It’s working for me, although it isn’t going to return many results as there is no real query. For example, if I type in exactly what you typed in into Brave Search, I get:
This is a while back now, but in my example I not only was querying for the site I also had a date range which was when it would not return results where as like I shown google did. Just tested it again and it is still like this…
Since using brave I have found that it is able to use both the query for the site and for a specific date range but as you can see it is inconsistent especially when you try to be more precise (which is what you would be doing anyway when using these features). But like I said it can rarely give me the expected results for some searches whereas this never happens on google.
@KL27 I’m not sure I would say this is a case of search operators not working but just is that they don’t really have anything indexed that it thinks matches your search. Or at least it’s not finding results that contained metadata that matches it.
What is interesting is searching for europol event netherlands "2023" provides something more relevant, such as:
So one would think that might show up on the range. But looking at the screenshot shared of the results, I’m not seeing dates listed. This makes me think it is as said just before, an issue of how it’s indexed and able to match.
Which is the same way I do it in google (plus it wouldn’t matter how its entered anyway) and like I said its when you are being specific its tends to commonly happen. I don’t think there is a fix for this like using another operator, but if there is let me know. I just think this is currently not working and there is no current fix or workaround but hopefully it is sorted soon so I don’t have to use google every time I need this function.
I understand that. I tested this and was able to replicate the issue. The point I’m making is that Brave’s search is telling you there aren’t enough matches, which means the database doesn’t have specific tags or indexing for those dates combined with the terms you’re using.
Let me illustrate with another example. I’ll narrow the timeframe to August 31, 2023, through September 30, 2023, and use the term Event. You’d expect this to generate plenty of results, right?
It’s appears that the issue lies in how data is indexed or tagged for date ranges, making it hard to retrieve results effectively. I wouldn’t say the operators themselves aren’t working—it’s more about how the data is being saved or indexed.

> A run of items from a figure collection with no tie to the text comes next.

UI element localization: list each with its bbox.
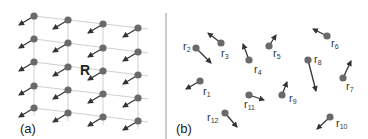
lattice-site-dot [64, 16, 71, 23]
grid-line [34, 16, 148, 29]
position-label-r6: r6 [331, 37, 339, 50]
position-label-r1: r1 [203, 85, 211, 98]
position-label-r12: r12 [207, 111, 219, 124]
lattice-site-dot [64, 39, 71, 46]
lattice-site-dot [30, 104, 37, 111]
atom-dot [196, 77, 203, 84]
lattice-site-dot [99, 113, 106, 120]
atom-dot [265, 42, 272, 49]
atom-dot [278, 91, 285, 98]
grid-line [34, 62, 148, 76]
lattice-site-dot [99, 90, 106, 97]
panel-b-label: (b) [176, 121, 192, 136]
grid-line [34, 39, 148, 53]
position-label-r2: r2 [183, 40, 191, 53]
grid-line [34, 108, 148, 122]
panel-b-disordered: r1r2r3r4r5r6r7r8r9r10r11r12 [183, 29, 354, 130]
position-label-r7: r7 [346, 80, 354, 93]
lattice-site-dot [134, 24, 141, 31]
panel-a-label: (a) [20, 121, 36, 136]
position-label-r5: r5 [273, 47, 281, 60]
diagram-canvas: r1r2r3r4r5r6r7r8r9r10r11r12 (a) (b) R [0, 0, 368, 139]
lattice-site-dot [64, 109, 71, 116]
lattice-site-dot [30, 35, 37, 42]
atom-dot [323, 32, 330, 39]
lattice-site-dot [134, 117, 141, 124]
position-label-r11: r11 [244, 98, 255, 111]
lattice-site-dot [99, 67, 106, 74]
lattice-site-dot [64, 63, 71, 70]
lattice-vector-label: R [80, 62, 90, 78]
lattice-site-dot [99, 44, 106, 51]
atom-dot [221, 109, 228, 116]
lattice-site-dot [30, 12, 37, 19]
position-label-r8: r8 [314, 53, 322, 66]
lattice-site-dot [30, 58, 37, 65]
position-label-r10: r10 [336, 117, 348, 130]
grid-line [34, 86, 148, 99]
atom-dot [304, 56, 311, 63]
atom-dot [217, 39, 224, 46]
lattice-site-dot [134, 48, 141, 55]
position-label-r3: r3 [221, 47, 229, 60]
lattice-site-dot [99, 20, 106, 27]
atom-dot [326, 113, 333, 120]
atom-dot [245, 56, 252, 63]
position-label-r4: r4 [254, 63, 262, 76]
lattice-site-dot [64, 86, 71, 93]
lattice-site-dot [134, 94, 141, 101]
atom-dot [192, 44, 199, 51]
lattice-site-dot [134, 71, 141, 78]
position-label-r9: r9 [289, 92, 297, 105]
lattice-site-dot [30, 82, 37, 89]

I’m tagging @solso, @y3ti, and @Mattches in case they can provide more insight. Regardless, this is an area that could use significant improvement.
This makes a lot of sense thanks for explaining.
Hopefully the people you tagged can provide an insight like you said.
Once again thanks for your help on this topic
Hi! I am Javier, from the Search Team. I just want to let you guys this is something we are actively working on at the moment. I hope we will be able to give you an update on this time based filtering soon.